Lawrence W. Reed delivered the following remarks on the Grove City campus on the occasion of the 81st birthday of Dr. Hans Sennholz, the eminent scholar of the "Austrian" school of economics under whom Reed studied.
Thank you for the honor of this opportunity to speak to the contributions of a truly great teacher, Dr. Hans F. Sennholz. His speaking and writing on behalf of liberty and free markets — voluminous in quantity and always insightful and inspirational in content — span more decades than I’ve been alive. His reputation is global, as are the current addresses of his numerous disciples. These are hallmarks and achievements well known to this audience. In the few minutes I have, I would like to offer some very personal reflections.
It was in March 1971 that I first met and heard Dr. Sennholz speak — at a Young Americans for Freedom convention in East Brunswick, New Jersey. I was a 17-year-old high school senior who had already become enamored of freedom ideas but my plans were to attend the University of Pittsburgh beginning that fall. In spite of growing up in Beaver Falls, just an hour from here, I knew little about Grove City College.
I know that Dr. Sennholz remembers this because I’ve reminded him of it a few times over the years. I was so inspired by his speech that I cornered him afterwards and asked him, "If I can switch from Pitt to Grove City next year, will you still be there?" I was very concerned that I would transfer in and he would be off to someplace else. He assured me he’d stick around. Little did I know that I could have postponed my college education another generation and he’d still be here. After one semester at Pitt, I moved into Ketler Dormitory in January 1972 and over the course of the next three and a half years I signed up for every course he taught.
Like so many others, I came to Grove City College because of Hans Sennholz, and I can trace most of the hallmarks of my professional life to having done so.
Perhaps the greatest tribute to a teacher is what his students later do because of what he taught them. In this regard, Dr. Sennholz can be immensely proud of an enduring legacy. In all walks of life, thousands of Sennholz students are spreading the good word about liberty and free markets. Many are doing it from prominent platforms as economists, educators, and political leaders, and all of us have endless and wonderful memories of how inspired we were by the gold-plated tongue of our teacher with the German accent — an accent he once described in class as "worth its weight" in the very precious metal he taught us to respect as the world’s most reliable medium of exchange.

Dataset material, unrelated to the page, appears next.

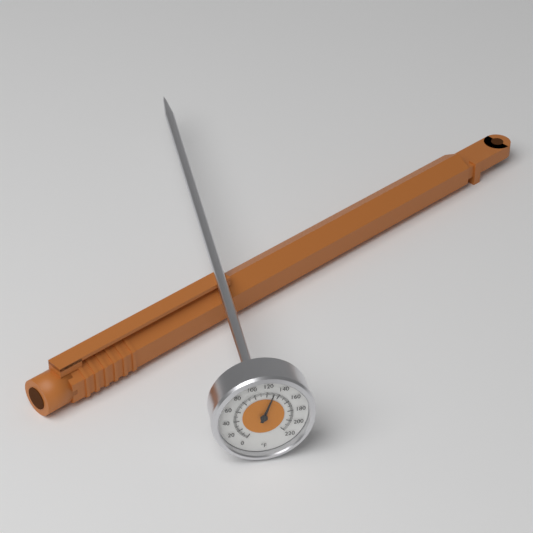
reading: 130 °F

I’ll never forget an especially poignant Sennholzian moment. He had just held forth for 45 minutes with a spellbinding defense of free labor markets and a brilliant assault on compulsory unionism. With five minutes left in the class, a student — obviously not an economics major — raised his hand to ask a question. "Dr. Sennholz, what you say sounds appealing but the fact is, not many people think that way. So there’s got to be something wrong with what you’re saying." I recall thinking to myself, "This kid is about to find out what ‘blitzkrieg’ means."
One hundred students sat stone-faced and silent. You could almost hear Charlie Guiler drawing graphs on the chalkboard in the classroom across the hall. Then came the response — gentle but firm, and eminently quotable. "Truth," said Hans, "is not a numbers game. You can be alone and you can be right." Then a pause and the grand finale, "I may be alone, but I am right."
And of course he was. And he was also right about a lot of other things that at the time weren’t widely accepted as so. He was right about the big picture, the most paramount question of our age: Should economies be led by central planners or by the sovereign choices and decisions of free individuals? There was never a shred of doubt where Hans stood on that, and one of his greatest contributions as a teacher was to instill in his students a similar certitude on that question.
Hans always urged his econ majors to put their freedom philosophy to work in the teaching profession. He was fond of telling us that teachers don’t typically get rich but they can leave behind a better world. He used to say that we would have to choose between great wealth and immortality. I don’t know about his wealth, though I suspect he’s done just fine in that department with the great knowledge of economics he has and with Mary’s sage advice and counsel along the way. But I know that when it comes to immortality, Hans Sennholz has it by the bushel.
Happy Birthday, Hans, and thank you for all that you’ve done for me as one individual, for the thousands fortunate to sit at your feet, for this great college we all love, and for the cause of liberty we hold so dear.
(Mackinac Center president Lawrence W. Reed graduated from Pennsylvania’s Grove City College in 1975. More information about Grove City College can be found on the college’s Web site, www.gcc.edu. Dr. Sennholz also maintains a Web site, www.sennholz.com. More on Austrian economics can be found on the Web site of the Ludwig von Mises Institute, www.mises.org.)